The man of my every teenage fantasy was going to serve me? Be my guest. I sat.

He leaned over me to ladle pasta onto my plate. I could smell his delicious male soapy scent. “How’s white wine?” he asked.

“Perfect,” I said. A glass of wine, a little loosening up and we’ll be lip-locked on his bed before second helpings.

He poured water for himself. So much for the kissing. “Don’t you miss this?” I asked. “Sitting down to dinner with a woman. The possibilities…”

“Possibilities?” he said, forkful of pasta midway to his mouth.

“Sex.”

“Ah, sex,” he repeated, looking at me. “I’m pretty private, so…”

“So you’re not going to answer that one.”

“That’s right.”

And so we ate and made small talk and then Ben said he had a lot of work to do, so I took that as my cue to hit the bedroom. The moment the door closed with a “good-night,” I stripped naked and slept more satisfyingly and more deeply than I had in years.

 

Last night, in my delight at sleeping in Ben’s bed, I’d forgotten about the concept of The Morning. I had no toothbrush. No toiletries. No makeup. No nada.

I found him in the kitchen, adding grounds to the coffeemaker. There was a plate of muffins and fruit on the counter.

“Morning,” I said. “You have a very comfortable bed. I had no idea what safe felt like until I slept in a police officer’s bed.”

He smiled. “Everyone says that.”

Everyone? Like the countless women who’d slept in his bed until his moratorium on relationships?

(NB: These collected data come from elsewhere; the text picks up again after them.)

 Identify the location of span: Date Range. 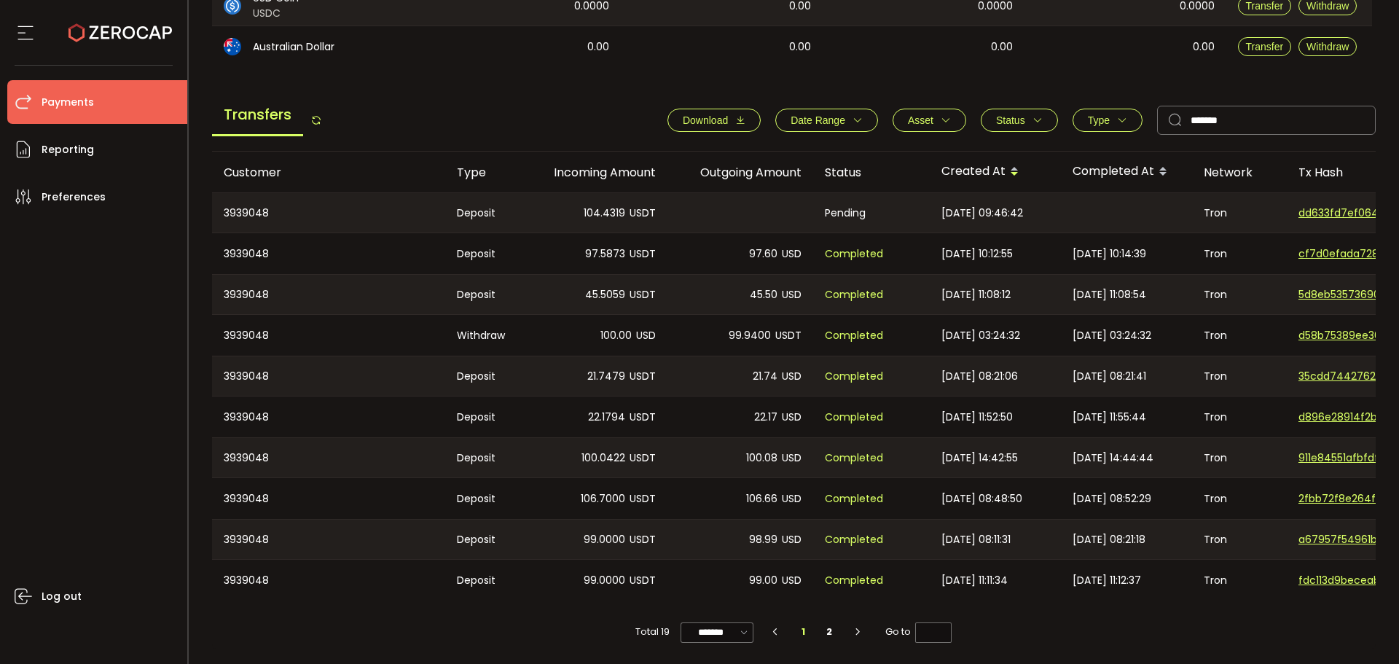
(818, 120).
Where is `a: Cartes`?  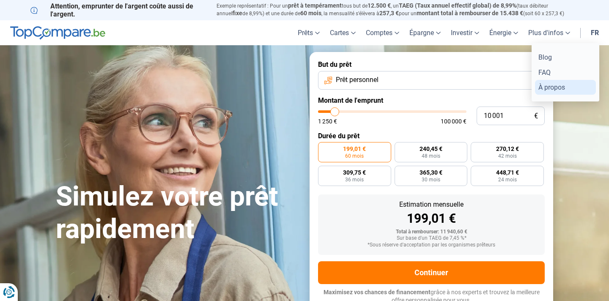 a: Cartes is located at coordinates (342, 33).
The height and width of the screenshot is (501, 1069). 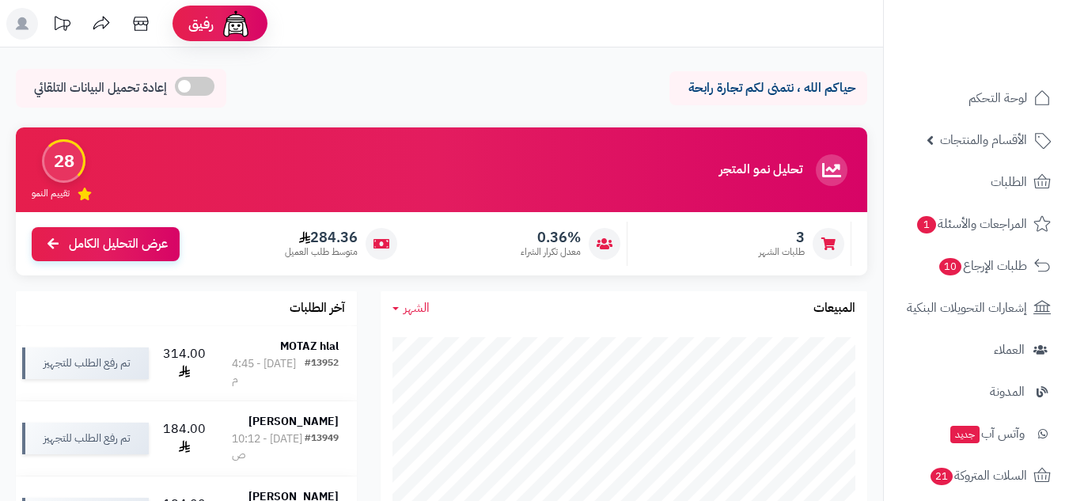 What do you see at coordinates (978, 475) in the screenshot?
I see `span: السلات المتروكة` at bounding box center [978, 475].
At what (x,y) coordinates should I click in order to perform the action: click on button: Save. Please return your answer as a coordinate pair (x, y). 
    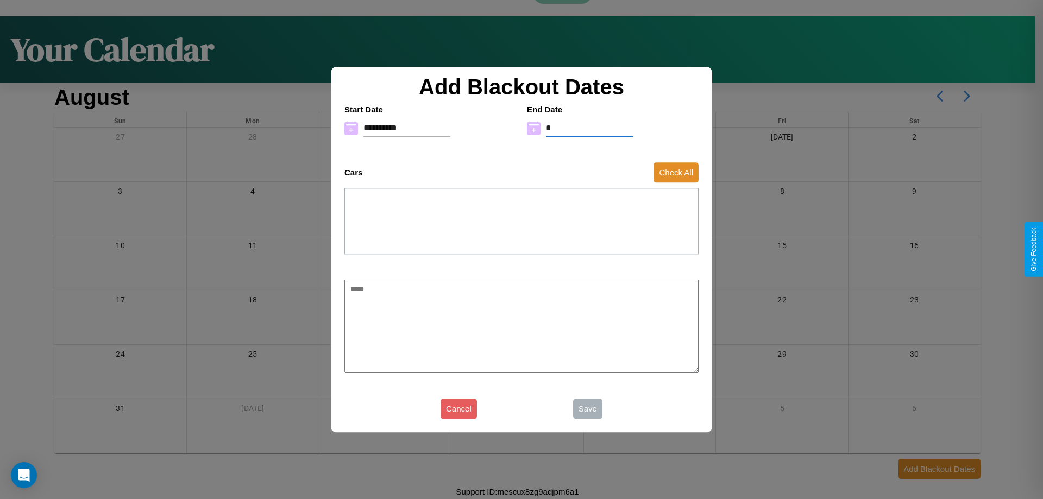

He was staring at me. “I see why you have so many boyfriends,” he said.

Was he being sarcastic?

He was still staring. He tucked an errant strand of hair behind my ear, and I almost jumped. “The way the light is streaming in from the windows and lighting you,” he said. “You’re like a painting.”

Had he just said that? Even though I had bed head? Even though I was in yesterday’s clothes?

I couldn’t contain my ear-to-ear smile. “I don’t think I’ve ever been complimented on my bed head.”

He smiled back. “Help yourself to a muffin. Or two or three. And fruit.”

I grabbed a corn muffin and a bunch of grapes and sat down at his table.

He did the same, except he chose what looked like blueberry, and sat down next to me. “I got a voice mail from your stepmother. You’re invited to your father’s birthday party. With chaperone,” he added. “Can you explain this one to me? Not the chaperone part. The party part. For your father.”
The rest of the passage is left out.